Geographical breakdown

Country Count As %
Germany 1 1%
Norway 1 1%
Brazil 1 1%
United Kingdom 1 1%
Denmark 1 1%
Venezuela, Bolivarian Republic of 1 1%
United States 1 1%
Unknown 77 92%

Demographic breakdown

Readers by professional status Count As %
Researcher 11 13%
Student > Master 11 13%
Student > Doctoral Student 8 10%
Student > Ph. D. Student 7 8%
Professor > Associate Professor 7 8%
Other 24 29%
Unknown 16 19%
Readers by discipline Count As %
Medicine and Dentistry 49 58%
Nursing and Health Professions 3 4%
Sports and Recreations 3 4%
Biochemistry, Genetics and Molecular Biology 2 2%
Engineering 2 2%
Other 4 5%
Unknown 21 25%
Attention Score in Context

Attention Score in Context

This research output has an Altmetric Attention Score of 3. This is our high-level measure of the quality and quantity of online attention that it has received. This Attention Score, as well as the ranking and number of research outputs shown below, was calculated when the research output was last mentioned on 17 May 2012.
All research outputs
#14,388,554
of 25,374,647 outputs
Outputs from Clinical Orthopaedics & Related Research
#4,368
of 7,298 outputs
Outputs of similar age
#97,856
of 176,571 outputs
Outputs of similar age from Clinical Orthopaedics & Related Research
#42
of 102 outputs
Altmetric has tracked 25,374,647 research outputs across all sources so far.

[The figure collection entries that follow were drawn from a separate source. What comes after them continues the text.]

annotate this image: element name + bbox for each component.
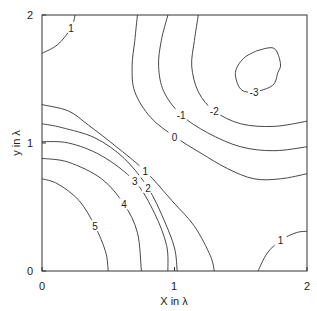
x-tick-2: 2 — [304, 280, 310, 292]
contour-label: 2 — [145, 183, 151, 194]
contour-label: -3 — [250, 87, 259, 98]
y-tick-0: 0 — [27, 265, 33, 277]
x-tick-1: 1 — [171, 280, 177, 292]
contour-label: 4 — [121, 199, 127, 210]
contour-line-level-neg3 — [235, 48, 280, 92]
contour-line-level-1 — [42, 15, 75, 53]
contour-label: 3 — [132, 176, 138, 187]
contour-plot: 54321110-1-2-3 0 1 2 0 1 2 X in λ y in λ — [0, 0, 317, 311]
contour-label: 1 — [278, 235, 284, 246]
contour-line-level-3 — [42, 142, 168, 271]
contour-line-level-neg1 — [159, 15, 307, 151]
x-axis-label: X in λ — [160, 295, 188, 307]
contour-label: -1 — [177, 110, 186, 121]
contour-line-level-2 — [42, 124, 177, 271]
contour-label: 5 — [92, 221, 98, 232]
contour-labels: 54321110-1-2-3 — [65, 22, 286, 246]
y-tick-1: 1 — [27, 137, 33, 149]
axis-ticks — [42, 15, 307, 271]
plot-frame — [42, 15, 307, 271]
y-axis-label: y in λ — [10, 130, 22, 156]
contour-lines — [42, 15, 307, 271]
contour-label: 1 — [68, 23, 74, 34]
y-tick-2: 2 — [27, 9, 33, 21]
contour-label: 1 — [143, 166, 149, 177]
contour-line-level-4 — [42, 158, 141, 271]
contour-label: 0 — [172, 132, 178, 143]
contour-line-level-0 — [132, 15, 307, 180]
contour-label: -2 — [210, 106, 219, 117]
x-tick-0: 0 — [39, 280, 45, 292]
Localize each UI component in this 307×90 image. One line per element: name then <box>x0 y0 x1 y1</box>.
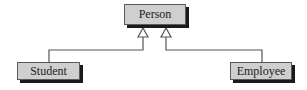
generalization-arrow-icon <box>161 28 171 37</box>
class-label: Employee <box>237 64 286 79</box>
class-box-employee: Employee <box>230 62 292 80</box>
class-label: Student <box>30 64 67 79</box>
class-box-person: Person <box>124 4 186 25</box>
class-label: Person <box>139 7 172 22</box>
generalization-arrow-icon <box>138 28 148 37</box>
employee-to-person-line <box>166 37 262 62</box>
class-box-student: Student <box>17 62 80 80</box>
student-to-person-line <box>49 37 143 62</box>
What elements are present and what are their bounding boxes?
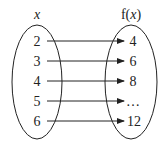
domain-value: 5	[34, 94, 41, 109]
domain-value: 6	[34, 114, 41, 129]
codomain-label: f(x)	[121, 7, 142, 23]
codomain-value: 4	[130, 34, 137, 49]
codomain-value: 6	[130, 54, 137, 69]
domain-value: 4	[34, 74, 41, 89]
codomain-value: 8	[130, 74, 137, 89]
codomain-value: …	[126, 94, 140, 109]
domain-value: 3	[34, 54, 41, 69]
domain-value: 2	[34, 34, 41, 49]
function-mapping-diagram: x f(x) 2 4 3 6 4 8 5 … 6 12	[0, 0, 162, 149]
domain-label: x	[33, 7, 41, 22]
codomain-value: 12	[127, 114, 141, 129]
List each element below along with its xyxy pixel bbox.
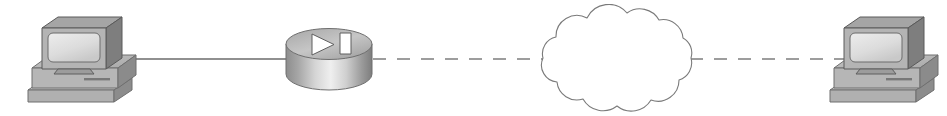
router[interactable] [286, 29, 372, 91]
network-diagram-svg: Network topology: workstation to router … [0, 0, 947, 116]
network-diagram: Network topology: workstation to router … [0, 0, 947, 116]
workstation-left[interactable] [28, 17, 136, 102]
workstation-right[interactable] [830, 17, 938, 102]
workstation-icon [28, 17, 136, 102]
wan-cloud[interactable] [541, 4, 691, 111]
router-icon [286, 29, 372, 91]
cloud-icon [541, 4, 691, 111]
nodes-layer [28, 4, 938, 111]
workstation-icon [830, 17, 938, 102]
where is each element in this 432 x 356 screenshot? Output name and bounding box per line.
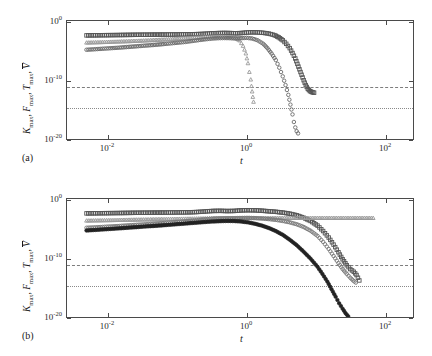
x-tick-b-1-t <box>247 199 248 203</box>
x-tick-label-a-1: 100 <box>240 143 252 153</box>
x-tick-label-b-2: 102 <box>379 321 391 331</box>
data-series-group-a <box>67 21 413 139</box>
y-tick-a-0-r <box>409 22 413 23</box>
y-tick-b-2-r <box>409 318 413 319</box>
y-tick-b-0-r <box>409 200 413 201</box>
figure-root: Kmax, Fmax, Tmax, V 100 10-10 10-20 <box>0 0 432 356</box>
y-tick-a-2-r <box>409 140 413 141</box>
x-tick-a-0-t <box>108 21 109 25</box>
data-series-group-b <box>67 199 413 317</box>
x-tick-label-a-2: 102 <box>379 143 391 153</box>
plot-frame-b <box>66 198 414 318</box>
panel-a: Kmax, Fmax, Tmax, V 100 10-10 10-20 <box>0 0 432 178</box>
y-tick-b-1 <box>67 259 71 260</box>
x-tick-b-2 <box>386 313 387 317</box>
y-title-vbar-b: V <box>22 241 33 247</box>
y-title-sub-k-b: max <box>27 294 34 305</box>
y-title-sub-f-b: max <box>27 273 34 284</box>
x-tick-a-1 <box>247 135 248 139</box>
y-tick-a-0 <box>67 22 71 23</box>
y-tick-b-0 <box>67 200 71 201</box>
x-tick-b-0 <box>108 313 109 317</box>
y-axis-title-a: Kmax, Fmax, Tmax, V <box>22 63 33 134</box>
panel-label-a: (a) <box>22 152 33 163</box>
y-tick-b-2 <box>67 318 71 319</box>
y-title-sub-f: max <box>27 95 34 106</box>
plot-area-a <box>67 21 413 139</box>
y-tick-label-a-0: 100 <box>30 16 62 26</box>
y-tick-b-1-r <box>409 259 413 260</box>
x-tick-label-a-0: 10-2 <box>100 143 114 153</box>
plot-frame-a <box>66 20 414 140</box>
x-tick-a-0 <box>108 135 109 139</box>
panel-b: Kmax, Fmax, Tmax, V 100 10-10 10-20 <box>0 178 432 356</box>
y-axis-title-b: Kmax, Fmax, Tmax, V <box>22 241 33 312</box>
x-axis-title-b: t <box>240 333 243 344</box>
y-tick-a-1 <box>67 81 71 82</box>
y-tick-label-a-2: 10-20 <box>24 134 62 144</box>
y-tick-a-1-r <box>409 81 413 82</box>
x-tick-label-b-0: 10-2 <box>100 321 114 331</box>
x-tick-b-0-t <box>108 199 109 203</box>
series-v-bar <box>85 219 350 317</box>
x-tick-b-1 <box>247 313 248 317</box>
plot-area-b <box>67 199 413 317</box>
y-tick-label-a-1: 10-10 <box>24 75 62 85</box>
x-tick-b-2-t <box>386 199 387 203</box>
series-t-max <box>85 36 300 135</box>
y-title-vbar: V <box>22 63 33 69</box>
y-tick-label-b-1: 10-10 <box>24 253 62 263</box>
x-tick-a-2 <box>386 135 387 139</box>
y-tick-label-b-2: 10-20 <box>24 312 62 322</box>
panel-label-b: (b) <box>22 330 34 341</box>
x-tick-label-b-1: 100 <box>240 321 252 331</box>
y-tick-label-b-0: 100 <box>30 194 62 204</box>
y-tick-a-2 <box>67 140 71 141</box>
y-title-sub-k: max <box>27 116 34 127</box>
x-tick-a-1-t <box>247 21 248 25</box>
x-axis-title-a: t <box>240 155 243 166</box>
x-tick-a-2-t <box>386 21 387 25</box>
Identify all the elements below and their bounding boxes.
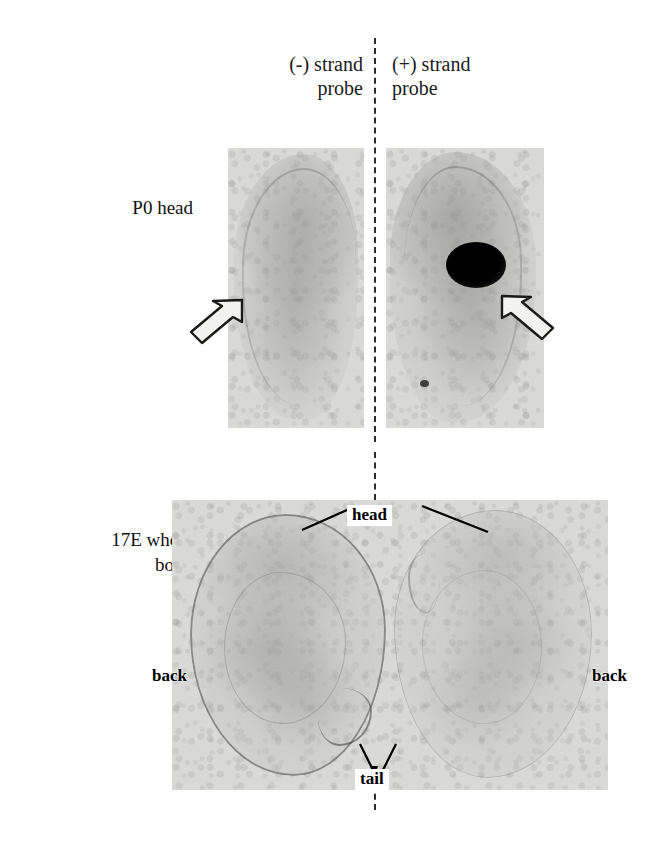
figure-root: (-) strand probe (+) strand probe P0 hea… [0,0,664,842]
column-header-negative-strand: (-) strand probe [228,52,363,101]
panel-17e-whole-body [172,500,608,790]
row-label-17e-whole-body: 17E whole body [8,528,193,577]
annotation-head: head [347,505,392,526]
autoradiograph-film [386,148,544,428]
annotation-back-left: back [152,667,187,686]
panel-p0-head-negative-strand [228,148,364,428]
autoradiograph-film [172,500,608,790]
autoradiograph-film [228,148,364,428]
panel-p0-head-positive-strand [386,148,544,428]
annotation-tail: tail [355,769,389,790]
arrow-icon-negative-strand [186,296,248,352]
annotation-back-right: back [592,667,627,686]
center-dashed-divider-top [374,38,376,442]
film-artifact-fleck [420,380,429,387]
column-header-positive-strand: (+) strand probe [392,52,542,101]
center-dashed-divider-middle [374,452,376,500]
hybridization-signal-spot [446,242,506,288]
arrow-icon-positive-strand [496,292,558,348]
row-label-p0-head: P0 head [18,196,193,221]
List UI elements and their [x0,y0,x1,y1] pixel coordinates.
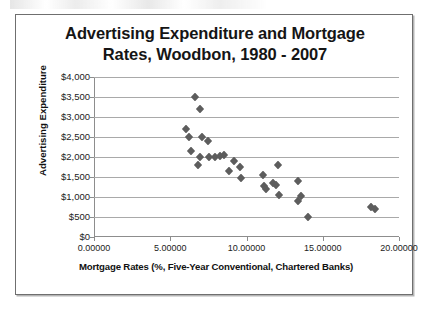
data-point [293,177,301,185]
data-point [191,93,199,101]
plot-area [94,77,399,237]
y-tick-mark [90,137,94,138]
data-point [194,161,202,169]
x-tick-mark [323,237,324,241]
gridline [94,137,399,138]
y-tick-label: $4,000 [61,72,90,82]
y-tick-mark [90,77,94,78]
data-point [237,174,245,182]
scan-artifact [10,0,310,9]
y-tick-label: $1,000 [61,192,90,202]
data-point [185,133,193,141]
data-point [371,205,379,213]
chart-title-line-2: Rates, Woodbon, 1980 - 2007 [40,44,390,65]
gridline [94,97,399,98]
y-axis-tick-labels: $0$500$1,000$1,500$2,000$2,500$3,000$3,5… [38,77,90,237]
data-point [272,180,280,188]
x-tick-mark [399,237,400,241]
y-tick-label: $1,500 [61,172,90,182]
gridline [94,197,399,198]
data-point [182,125,190,133]
data-point [229,157,237,165]
y-tick-mark [90,217,94,218]
y-tick-label: $2,500 [61,132,90,142]
y-tick-label: $2,000 [61,152,90,162]
gridline [94,177,399,178]
y-tick-label: $3,000 [61,112,90,122]
chart-title-line-1: Advertising Expenditure and Mortgage [40,23,390,44]
chart-frame: Advertising Expenditure and Mortgage Rat… [15,14,413,295]
chart-title: Advertising Expenditure and Mortgage Rat… [40,23,390,65]
gridline [94,77,399,78]
gridline [94,117,399,118]
x-tick-label: 10.00000 [228,243,266,253]
y-tick-mark [90,157,94,158]
x-tick-label: 5.00000 [154,243,187,253]
y-tick-mark [90,177,94,178]
x-axis-title: Mortgage Rates (%, Five-Year Conventiona… [46,261,386,272]
y-tick-label: $3,500 [61,92,90,102]
x-tick-label: 15.00000 [304,243,342,253]
gridline [94,217,399,218]
data-point [225,167,233,175]
y-tick-mark [90,117,94,118]
data-point [187,147,195,155]
data-point [196,105,204,113]
x-tick-mark [170,237,171,241]
x-axis-tick-labels: 0.000005.0000010.0000015.0000020.00000 [94,243,399,257]
data-point [304,213,312,221]
x-tick-mark [94,237,95,241]
x-tick-label: 0.00000 [78,243,111,253]
gridline [94,157,399,158]
y-tick-mark [90,197,94,198]
data-point [235,163,243,171]
y-tick-label: $500 [69,212,90,222]
x-tick-label: 20.00000 [380,243,418,253]
y-tick-label: $0 [79,232,90,242]
data-point [274,161,282,169]
y-tick-mark [90,97,94,98]
x-tick-mark [247,237,248,241]
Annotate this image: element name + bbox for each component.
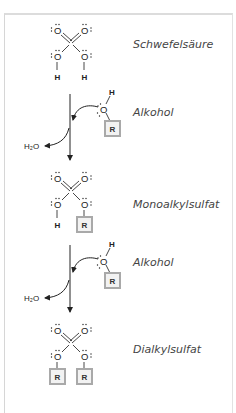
oxygen-atom: O <box>81 51 88 62</box>
curved-arrow <box>45 280 69 298</box>
reagent-label: Alkohol <box>132 106 173 119</box>
r-group-label: R <box>82 373 88 382</box>
molecule-label: Schwefelsäure <box>133 38 213 51</box>
reagent-label: Alkohol <box>132 256 173 269</box>
oxygen-atom: O <box>100 256 107 267</box>
water-byproduct: H₂O <box>24 142 39 151</box>
oxygen-atom: O <box>81 325 88 336</box>
oxygen-atom: O <box>54 51 61 62</box>
molecule-monoalkylsulfat: O O O O H R Monoalkylsulfat <box>51 172 220 232</box>
oxygen-atom: O <box>54 199 61 210</box>
hydrogen-atom: H <box>55 73 61 82</box>
oxygen-atom: O <box>100 104 107 115</box>
r-group-label: R <box>110 277 116 286</box>
oxygen-atom: O <box>54 25 61 36</box>
hydrogen-atom: H <box>55 221 61 230</box>
water-byproduct: H₂O <box>24 294 39 303</box>
oxygen-atom: O <box>54 325 61 336</box>
r-group-label: R <box>82 221 88 230</box>
r-group-label: R <box>110 125 116 134</box>
hydrogen-atom: H <box>82 73 88 82</box>
oxygen-atom: O <box>54 173 61 184</box>
molecule-label: Dialkylsulfat <box>133 343 202 356</box>
oxygen-atom: O <box>81 25 88 36</box>
reaction-step-1: H₂O H O R Alkohol <box>24 88 173 160</box>
reaction-step-2: H₂O H O R Alkohol <box>24 240 173 312</box>
oxygen-atom: O <box>81 351 88 362</box>
oxygen-atom: O <box>81 199 88 210</box>
r-group-label: R <box>55 373 61 382</box>
oxygen-atom: O <box>54 351 61 362</box>
hydrogen-atom: H <box>109 240 115 249</box>
curved-arrow <box>73 258 98 272</box>
curved-arrow <box>73 106 98 120</box>
molecule-schwefelsaeure: O O O O H H Schwefelsäure <box>51 24 214 82</box>
molecule-dialkylsulfat: O O O O R R Dialkylsulfat <box>50 324 202 384</box>
oxygen-atom: O <box>81 173 88 184</box>
curved-arrow <box>45 128 69 146</box>
hydrogen-atom: H <box>109 88 115 97</box>
molecule-label: Monoalkylsulfat <box>133 198 220 211</box>
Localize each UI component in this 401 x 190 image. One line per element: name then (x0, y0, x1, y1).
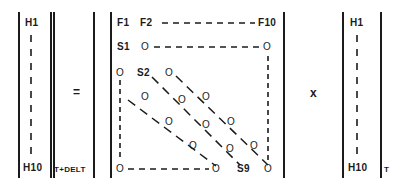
matrix-label-f10: F10 (258, 18, 276, 28)
equals-group-bracket-right (93, 12, 95, 178)
matrix-label-f1: F1 (117, 18, 129, 28)
matrix-zero-bottom-mid: O (212, 164, 220, 174)
matrix-zero-diag-b1: O (141, 92, 149, 102)
matrix-label-s1: S1 (117, 42, 130, 52)
left-vector-bracket-left (18, 12, 20, 178)
matrix-zero-bottom-right: O (264, 164, 272, 174)
center-matrix-bracket-left (110, 12, 112, 178)
matrix-zero-diag-b2: O (165, 117, 173, 127)
matrix-zero-diag-c1: O (178, 95, 186, 105)
matrix-zero-diag-a2: O (227, 117, 235, 127)
times-symbol: x (310, 87, 317, 99)
left-vector-top-label: H1 (25, 18, 38, 28)
right-vector-subscript: T (384, 166, 389, 174)
matrix-zero-diag-a3: O (250, 141, 258, 151)
matrix-label-s9: S9 (237, 164, 250, 174)
equals-symbol: = (73, 86, 80, 98)
center-matrix-bracket-right (283, 12, 285, 178)
matrix-zero-diag-c3: O (226, 144, 234, 154)
left-vector-bracket-right (50, 12, 52, 178)
matrix-zero-bottom-left: O (116, 164, 124, 174)
equals-group-bracket-left (53, 12, 55, 178)
right-vector-bracket-right (380, 12, 382, 178)
right-vector-bottom-label: H10 (348, 163, 367, 173)
matrix-zero-r2-left: O (141, 42, 149, 52)
matrix-zero-r3-diag: O (165, 68, 173, 78)
right-vector-bracket-left (342, 12, 344, 178)
left-vector-bottom-label: H10 (23, 163, 42, 173)
matrix-zero-diag-c2: O (202, 120, 210, 130)
left-vector-subscript: T+DELT (54, 166, 86, 174)
diagonal-band-c (128, 100, 216, 166)
matrix-equation-figure: H1 H10 T+DELT = F1 F2 F10 S1 O O O S2 O … (0, 0, 401, 190)
diagonal-band-a (176, 76, 268, 165)
matrix-zero-r3-left: O (116, 68, 124, 78)
matrix-label-f2: F2 (140, 18, 152, 28)
matrix-zero-r2-right: O (263, 42, 271, 52)
matrix-label-s2: S2 (137, 68, 150, 78)
matrix-zero-diag-a1: O (202, 92, 210, 102)
connector-lines (0, 0, 401, 190)
right-vector-top-label: H1 (350, 18, 363, 28)
matrix-zero-diag-b3: O (189, 141, 197, 151)
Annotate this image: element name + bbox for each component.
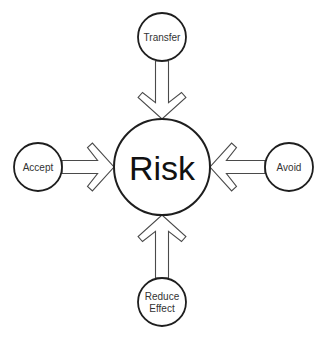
- accept-label: Accept: [23, 162, 54, 173]
- arrow-accept-to-risk: [62, 143, 114, 191]
- avoid-label: Avoid: [277, 162, 302, 173]
- transfer-label: Transfer: [144, 32, 182, 43]
- risk-label: Risk: [129, 149, 196, 187]
- node-avoid: Avoid: [265, 143, 313, 191]
- center-node: Risk: [114, 119, 210, 215]
- arrow-reduce-effect-to-risk: [138, 215, 186, 278]
- reduce-effect-label: Reduce: [145, 291, 180, 302]
- node-reduce-effect: ReduceEffect: [138, 278, 186, 326]
- reduce-effect-circle: [138, 278, 186, 326]
- risk-management-diagram: Risk TransferAcceptAvoidReduceEffect: [0, 0, 325, 339]
- arrow-transfer-to-risk: [138, 61, 186, 119]
- node-accept: Accept: [14, 143, 62, 191]
- arrow-avoid-to-risk: [210, 143, 265, 191]
- reduce-effect-label: Effect: [149, 303, 175, 314]
- node-transfer: Transfer: [138, 13, 186, 61]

This one is in the 42nd percentile – i.e., 42% of other outputs scored the same or lower than it.
So far Altmetric has tracked 7,298 research outputs from this source. They typically receive a little more attention than average, with a mean Attention Score of 5.8. This one is in the 39th percentile – i.e., 39% of its peers scored the same or lower than it.
Older research outputs will score higher simply because they've had more time to accumulate mentions. To account for age we can compare this Altmetric Attention Score to the 176,571 tracked outputs that were published within six weeks on either side of this one in any source. This one is in the 44th percentile – i.e., 44% of its contemporaries scored the same or lower than it.
We're also able to compare this research output to 102 others from the same source and published within six weeks on either side of this one. This one has gotten more attention than average, scoring higher than 55% of its contemporaries.